European natural-gas prices have surged and the euro declined as investors reacted to news of the Nord Stream halt, which raises the prospect of even more severe energy-price inflation and a recession in Europe. The euro fell below parity with the U.S. dollar , down to just above 99 cents on the dollar, for the first time in 20 years.
“All this has slightly overshadowed a big week for central banks,” noted Jim Reid, a strategist at Deutsche Bank. Wednesday brings the Federal Reserve’s Beige Book report on economic conditions, with Fed Chairman Jerome Powell giving a speech Thursday—the same day the European Central Bank will meet over rates.
U.S. investors are likely to remain razor-focused on the Fed . Facing the highest inflation in 40 years, the central bank has moved to aggressively tighten financial conditions in recent months in a bid to get rising prices under control.
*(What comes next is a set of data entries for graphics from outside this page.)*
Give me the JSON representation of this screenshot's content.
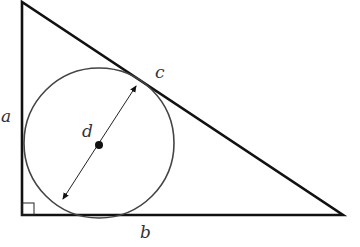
{
  "diagram": {
    "labels": {
      "a": "a",
      "b": "b",
      "c": "c",
      "d": "d"
    },
    "colors": {
      "triangle": "#111111",
      "circle": "#444444",
      "label": "#333333"
    }
  }
}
These moves, which included the biggest interest-rate hikes in decades, have already knocked stocks this year. The Fed’s next decision on rates comes later in September.
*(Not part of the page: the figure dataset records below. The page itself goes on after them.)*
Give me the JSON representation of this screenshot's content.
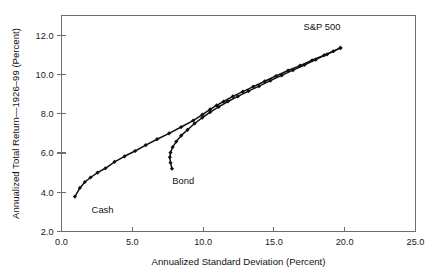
{
  "chart_data": {
    "type": "line",
    "title": "",
    "subtitle": "",
    "xlabel": "Annualized Standard Deviation (Percent)",
    "ylabel": "Annualized Total Return—1926–99 (Percent)",
    "xlim": [
      0.0,
      25.0
    ],
    "ylim": [
      2.0,
      13.0
    ],
    "xticks": [
      0.0,
      5.0,
      10.0,
      15.0,
      20.0,
      25.0
    ],
    "xticklabels": [
      "0.0",
      "5.0",
      "10.0",
      "15.0",
      "20.0",
      "25.0"
    ],
    "yticks": [
      2.0,
      4.0,
      6.0,
      8.0,
      10.0,
      12.0
    ],
    "yticklabels": [
      "2.0",
      "4.0",
      "6.0",
      "8.0",
      "10.0",
      "12.0"
    ],
    "grid": false,
    "legend": "none",
    "frame": "box",
    "line_color": "#101010",
    "marker": "filled-diamond",
    "series": [
      {
        "name": "Cash to S&P 500 frontier",
        "start_label": "Cash",
        "end_label": "S&P 500",
        "points": [
          [
            0.95,
            3.78
          ],
          [
            1.3,
            4.22
          ],
          [
            1.65,
            4.52
          ],
          [
            2.05,
            4.75
          ],
          [
            2.55,
            5.0
          ],
          [
            3.1,
            5.22
          ],
          [
            3.75,
            5.55
          ],
          [
            4.45,
            5.83
          ],
          [
            5.2,
            6.1
          ],
          [
            5.95,
            6.4
          ],
          [
            6.75,
            6.7
          ],
          [
            7.6,
            7.0
          ],
          [
            8.45,
            7.32
          ],
          [
            9.3,
            7.65
          ],
          [
            9.95,
            7.95
          ],
          [
            10.5,
            8.22
          ],
          [
            10.95,
            8.42
          ],
          [
            11.45,
            8.62
          ],
          [
            12.1,
            8.88
          ],
          [
            12.8,
            9.12
          ],
          [
            13.55,
            9.38
          ],
          [
            14.35,
            9.65
          ],
          [
            15.15,
            9.92
          ],
          [
            16.0,
            10.2
          ],
          [
            16.85,
            10.45
          ],
          [
            17.7,
            10.72
          ],
          [
            18.55,
            10.98
          ],
          [
            19.2,
            11.18
          ],
          [
            19.7,
            11.35
          ]
        ]
      },
      {
        "name": "Bond to S&P 500 frontier",
        "start_label": "Bond",
        "end_label": "S&P 500",
        "points": [
          [
            7.8,
            5.2
          ],
          [
            7.7,
            5.5
          ],
          [
            7.65,
            5.78
          ],
          [
            7.7,
            6.02
          ],
          [
            7.85,
            6.3
          ],
          [
            8.1,
            6.58
          ],
          [
            8.45,
            6.88
          ],
          [
            8.9,
            7.18
          ],
          [
            9.4,
            7.5
          ],
          [
            9.95,
            7.8
          ],
          [
            10.5,
            8.08
          ],
          [
            11.1,
            8.35
          ],
          [
            11.75,
            8.62
          ],
          [
            12.45,
            8.88
          ],
          [
            13.2,
            9.15
          ],
          [
            13.95,
            9.4
          ],
          [
            14.75,
            9.68
          ],
          [
            15.55,
            9.95
          ],
          [
            16.35,
            10.22
          ],
          [
            17.15,
            10.48
          ],
          [
            17.95,
            10.75
          ],
          [
            18.75,
            11.02
          ],
          [
            19.7,
            11.35
          ]
        ]
      }
    ],
    "annotations": [
      {
        "text": "S&P 500",
        "x": 18.4,
        "y": 12.25,
        "anchor": "middle"
      },
      {
        "text": "Bond",
        "x": 8.6,
        "y": 4.4,
        "anchor": "middle"
      },
      {
        "text": "Cash",
        "x": 2.9,
        "y": 2.95,
        "anchor": "middle"
      }
    ]
  }
}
In the commodity space, futures for U.S. benchmark West Texas Intermediate crude gained 4% to above $90 a barrel. The OPEC+ group of oil-producing nations—which includes Russia and Saudi Arabia— agreed to cut crude production by 100,000 barrels a day in a bid to support prices that have slumped lower in recent months.
Here are three stocks on the move Monday:
A renewal of Covid-19 lockdowns in China has hit Chinese tech stocks, with the Hong Kong-traded shares of Alibaba (ticker: BABA) down 2.4% and e-commerce peer JD.com (JD) 3% lower.
The Zurich-traded shares of Credit Suisse (CS) lost 3.5% amid reports that the bank’s board was discussing an extensive breakup of its investment bank, with the U.S. side of the business largely at risk in a move that could cost 5,000 jobs.